Stairs To by photographer Chris Biles

 

Winter 2021 Contributors



Note from the Editor in Chief

While I ended election night in 2016 crying and drinking straight from a bottle of wine with one of my best friends, over the next 24 hours I got to work. I put the pieces in place to launch Feels Blind Literary; I planned a benefit for Safe Harbor and Health Brigade, two local nonprofits that serve communities I knew would be directly impacted by a Trump presidency; and I had four difficult but necessary back-to-back conversations with my college students, I still have no idea how I managed to get through those classes or start planning a benefit and a magazine, working on zero hours of sleep. I was running on pure adrenaline, fueled by anger and uncertainty.

Four years with Trump at our helm proved worse than I could have ever imagined during those 24 hours in 2016, however—children in cages, family separations, forced sterilizations at the border, equating white supremacists with peaceful protestors, politicizing a public health crisis that’s resulted in the deaths of over 300,000 Americans and counting. Still, I launched Feels Blind as a direct response to Trump, seeing the project as one small way to elevate the voices I was certain his regime would try to silence, and since I repeatedly have witnessed these voices refusing to stay quiet in too many ways to count. As a result, a large percentage of our population finally started listening to #BLM activists, agreeing there needs to be systematic changes to policing in this country. A record number of people voted in the general election and Trump was defeated, first when President-elect Joe Biden was named the projected winner on November 7th, then time and time again in the courts and via recounts. Black female activists largely were responsible for flipping Georgia blue and have the chance to do so again in the January Senate runoffs. Two COVID-19 vaccines have been authorized. Dr. Kizzmekia Corbett, a Black woman, is the key scientist behind the Moderna vaccine, a vaccine that also was funded in part by Dolly Parton. Personally, I've seen my college students become more civic-minded each semester. I've made many new friends though protesting, volunteering, publishing, and canvassing. I've also had the privilege of working with a badass team of editors and collaborators at Feels Blind, women who support each other and inspire me. Basically, I got comfortable AF in my own skin over these past four years and I've witnessed this happening with mostly everyone I know and love as well, many continuing to speak out or discovering their activist voices for the first time.

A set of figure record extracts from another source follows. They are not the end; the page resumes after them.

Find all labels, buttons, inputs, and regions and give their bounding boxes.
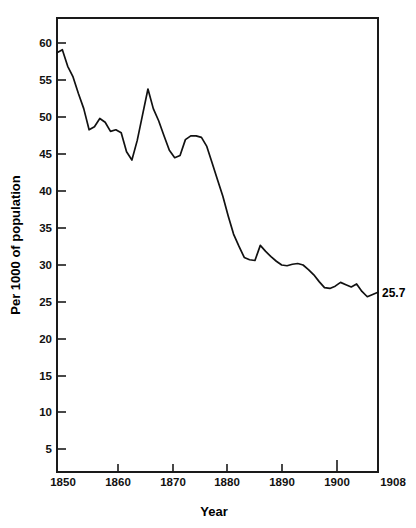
y-tick-label-55: 55 — [39, 74, 52, 86]
x-axis-title: Year — [200, 504, 227, 519]
x-axis-tick-labels: 1850 1860 1870 1880 1890 1900 1908 — [50, 476, 406, 488]
y-tick-label-45: 45 — [39, 148, 52, 160]
chart-figure: 60 55 50 45 40 35 30 25 20 15 10 5 1850 … — [0, 0, 416, 528]
x-axis-ticks — [118, 460, 337, 472]
y-tick-label-35: 35 — [39, 222, 52, 234]
y-tick-label-5: 5 — [46, 443, 53, 455]
x-tick-label-1860: 1860 — [105, 476, 131, 488]
y-tick-label-20: 20 — [39, 333, 52, 345]
x-tick-label-1908: 1908 — [380, 476, 406, 488]
y-tick-label-60: 60 — [39, 37, 52, 49]
chart-canvas: 60 55 50 45 40 35 30 25 20 15 10 5 1850 … — [0, 0, 416, 528]
y-tick-label-30: 30 — [39, 259, 52, 271]
x-tick-label-1880: 1880 — [214, 476, 240, 488]
y-tick-label-40: 40 — [39, 185, 52, 197]
data-series-line — [57, 50, 378, 297]
y-axis-ticks — [57, 43, 66, 449]
plot-frame — [57, 18, 378, 472]
y-tick-label-25: 25 — [39, 296, 52, 308]
x-tick-label-1870: 1870 — [160, 476, 186, 488]
x-tick-label-1900: 1900 — [324, 476, 350, 488]
y-tick-label-50: 50 — [39, 111, 52, 123]
y-axis-title: Per 1000 of population — [8, 175, 23, 314]
end-value-annotation: 25.7 — [382, 286, 406, 300]
x-tick-label-1850: 1850 — [50, 476, 76, 488]
y-tick-label-15: 15 — [39, 370, 52, 382]
y-tick-label-10: 10 — [39, 406, 52, 418]
x-tick-label-1890: 1890 — [269, 476, 295, 488]
y-axis-tick-labels: 60 55 50 45 40 35 30 25 20 15 10 5 — [39, 37, 52, 455]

I write all of this now to remind myself of where we are at this moment. We can't be complacent with taking back the White House or even winning the Georgia runoffs in January. Trump is a mere symptom of a much larger problem in this country. If these four years have taught us nothing else, I hope they've taught each of us that we have so much individual power and even more collective power, power we can harness to continue pushing for meaningful change at the local and national level. We need to completely reinvent what's possible in this country for all of us, but especially for those who are the most marginalized among us. 

Thank you to all of those who shared your brilliant stories and art with Feels Blind Literary over the years, trusting us with your work. And a huge thank you to all of those activists who continue to do far more than me and push me to be a better person every single day. There are more of you than I could have ever imagined four years ago. Writing this on the Winter Solstice feels symbolic, as we'll now gain an hour of sunlight each day going forward as we inch toward spring. While this project emerged from my love for punk rock and a need to act in the face of anger and uncertainty, our commitment to this publication now is fueled by hope and a determination to push for change. We hope you enjoy the pieces in this issue as much as we do. I can't wait to see what we do together next.